A Blog by Jonathan Low

 

Feb 25, 2020

The End Of the IPO As We Know It?

The flip side of the schadenfreude felt by those who believe tech is getting the comeuppance it deserves, are those in Silicon Valley and elsewhere who are aggrieved at the relatively poor performance of many high profile IPOs.

There are rumblings about direct listings and other public offering alternatives, but beneath the grousing, the primary concern of entrepreneurs, venture capitalists and investment bankers is that tech's historic run may be at an end  for now). JL

Mike Hofman reports in the Wall Street Journal:

The 159 companies that went public in the U.S. in 2019 raised $33 billion, down 30% from 2018. IPO critics have long resented the high fees charged by investment banks  to underwrite an IPO. And given the recent travails of post-IPO companies, entrepreneurs and VCs are wondering what those steep fees are getting them.

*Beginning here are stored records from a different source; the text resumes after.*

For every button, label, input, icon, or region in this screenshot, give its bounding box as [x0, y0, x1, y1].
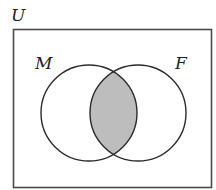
universe-label: U [11, 5, 26, 25]
venn-diagram: U M F [0, 0, 216, 190]
set-m-label: M [34, 53, 53, 73]
set-f-label: F [174, 53, 188, 73]
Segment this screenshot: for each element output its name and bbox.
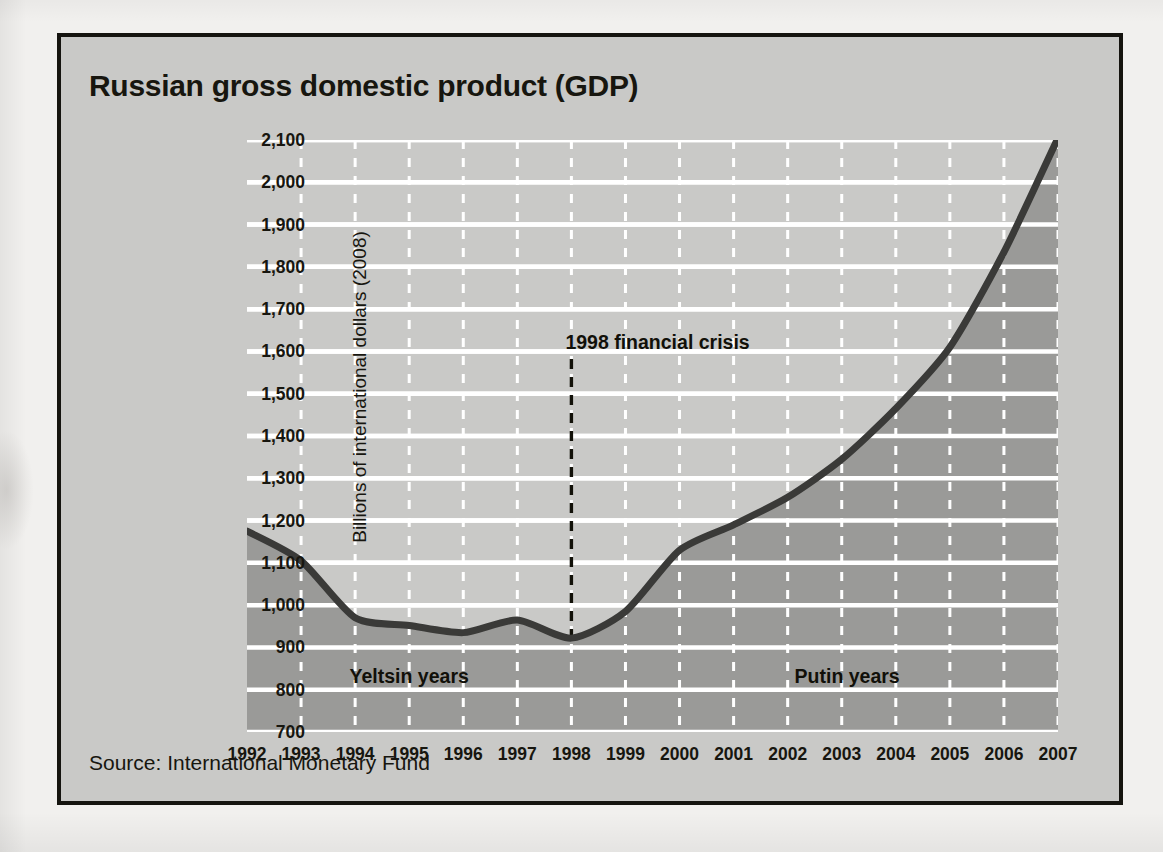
y-axis-tick-label: 1,300 bbox=[261, 468, 305, 489]
x-axis-tick-label: 1997 bbox=[498, 744, 537, 765]
y-axis-tick-label: 1,000 bbox=[261, 595, 305, 616]
x-axis-tick-label: 2003 bbox=[822, 744, 861, 765]
x-axis-tick-label: 2006 bbox=[984, 744, 1023, 765]
annotation-yeltsin-years: Yeltsin years bbox=[350, 665, 469, 688]
plot-area: Billions of international dollars (2008)… bbox=[247, 140, 1058, 732]
source-caption: Source: International Monetary Fund bbox=[89, 751, 430, 775]
y-axis-tick-label: 1,900 bbox=[261, 214, 305, 235]
x-axis-tick-label: 2000 bbox=[660, 744, 699, 765]
y-axis-tick-label: 1,800 bbox=[261, 256, 305, 277]
y-axis-tick-label: 2,100 bbox=[261, 130, 305, 151]
y-axis-tick-label: 1,200 bbox=[261, 510, 305, 531]
y-axis-tick-label: 2,000 bbox=[261, 172, 305, 193]
chart-figure: Russian gross domestic product (GDP) Bil… bbox=[57, 33, 1123, 805]
page-edge-shadow bbox=[0, 430, 34, 550]
x-axis-tick-label: 2004 bbox=[876, 744, 915, 765]
x-axis-tick-label: 2002 bbox=[768, 744, 807, 765]
y-axis-tick-label: 1,700 bbox=[261, 299, 305, 320]
y-axis-labels: 7008009001,0001,1001,2001,3001,4001,5001… bbox=[235, 140, 305, 732]
y-axis-tick-label: 1,600 bbox=[261, 341, 305, 362]
y-axis-tick-label: 1,500 bbox=[261, 383, 305, 404]
y-axis-tick-label: 900 bbox=[276, 637, 305, 658]
x-axis-tick-label: 2001 bbox=[714, 744, 753, 765]
x-axis-tick-label: 1996 bbox=[444, 744, 483, 765]
y-axis-title: Billions of international dollars (2008) bbox=[349, 177, 371, 597]
y-axis-tick-label: 800 bbox=[276, 679, 305, 700]
x-axis-tick-label: 1999 bbox=[606, 744, 645, 765]
annotation-1998-financial-crisis: 1998 financial crisis bbox=[565, 331, 749, 354]
y-axis-tick-label: 1,400 bbox=[261, 426, 305, 447]
x-axis-tick-label: 2007 bbox=[1039, 744, 1078, 765]
x-axis-tick-label: 2005 bbox=[930, 744, 969, 765]
y-axis-tick-label: 1,100 bbox=[261, 552, 305, 573]
chart-title: Russian gross domestic product (GDP) bbox=[89, 69, 638, 103]
annotation-putin-years: Putin years bbox=[795, 665, 900, 688]
x-axis-tick-label: 1998 bbox=[552, 744, 591, 765]
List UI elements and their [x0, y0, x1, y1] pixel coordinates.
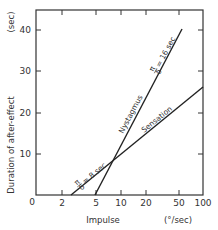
svg-text:= 16 sec: = 16 sec	[154, 35, 178, 69]
svg-text:δ: δ	[153, 67, 163, 76]
x-tick-label: 20	[140, 198, 152, 208]
x-tick-label-origin: 0	[29, 197, 35, 207]
y-tick-label: 20	[20, 108, 32, 118]
svg-text:= 8 sec: = 8 sec	[80, 161, 108, 186]
y-tick-label: 10	[20, 149, 32, 159]
y-axis-ticks	[36, 30, 203, 154]
y-axis-unit: (sec)	[6, 12, 16, 33]
y-tick-label: 40	[20, 25, 32, 35]
y-tick-label: 30	[20, 66, 32, 76]
x-axis-unit: (°/sec)	[164, 215, 192, 225]
x-axis-title: Impulse	[86, 215, 120, 225]
x-axis-ticks	[62, 10, 179, 195]
sensation-label: Sensation	[140, 104, 175, 134]
tc16-annotation: π δ = 16 sec	[147, 33, 180, 76]
x-tick-label: 2	[59, 198, 65, 208]
tc8-annotation: π δ = 8 sec	[72, 158, 110, 193]
x-tick-label: 50	[173, 198, 185, 208]
chart: 40 30 20 10 0 2 5 10 20 50 100 Impulse (…	[0, 0, 218, 230]
y-axis-title: Duration of after-effect	[6, 96, 16, 194]
x-tick-label: 5	[93, 198, 99, 208]
x-tick-label: 100	[194, 198, 211, 208]
x-tick-label: 10	[115, 198, 127, 208]
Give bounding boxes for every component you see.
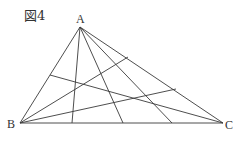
cevian-a-3 [80,27,172,123]
cevian-b-2 [20,89,176,123]
cevian-c-1 [50,75,223,123]
cevian-b-1 [20,57,128,123]
cevians-from-c [50,75,223,123]
vertex-label-b: B [7,117,15,131]
figure-caption: 図4 [24,8,45,23]
vertex-label-a: A [76,12,85,26]
vertex-label-c: C [225,118,233,132]
cevian-a-1 [72,27,80,123]
triangle-diagram: 図4 A B C [0,0,237,145]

Over the past 10 years, $171 billion in value eluded newly public companies and accrued to Wall Street insiders in the first 24 hours following an IPO. After years of being celebrated as creative visionaries of the economy, the Valley is feeling attacked. 'They're in denial.'
The word go is doing a lot of work there, providing a dissenting view to the axiom that the journey is the reward. In the world of IPOs, the journey — from being a late-stage, well-funded private company to becoming a public company — represents the annoying and potentially hazardous part of the great American entrepreneurial success story.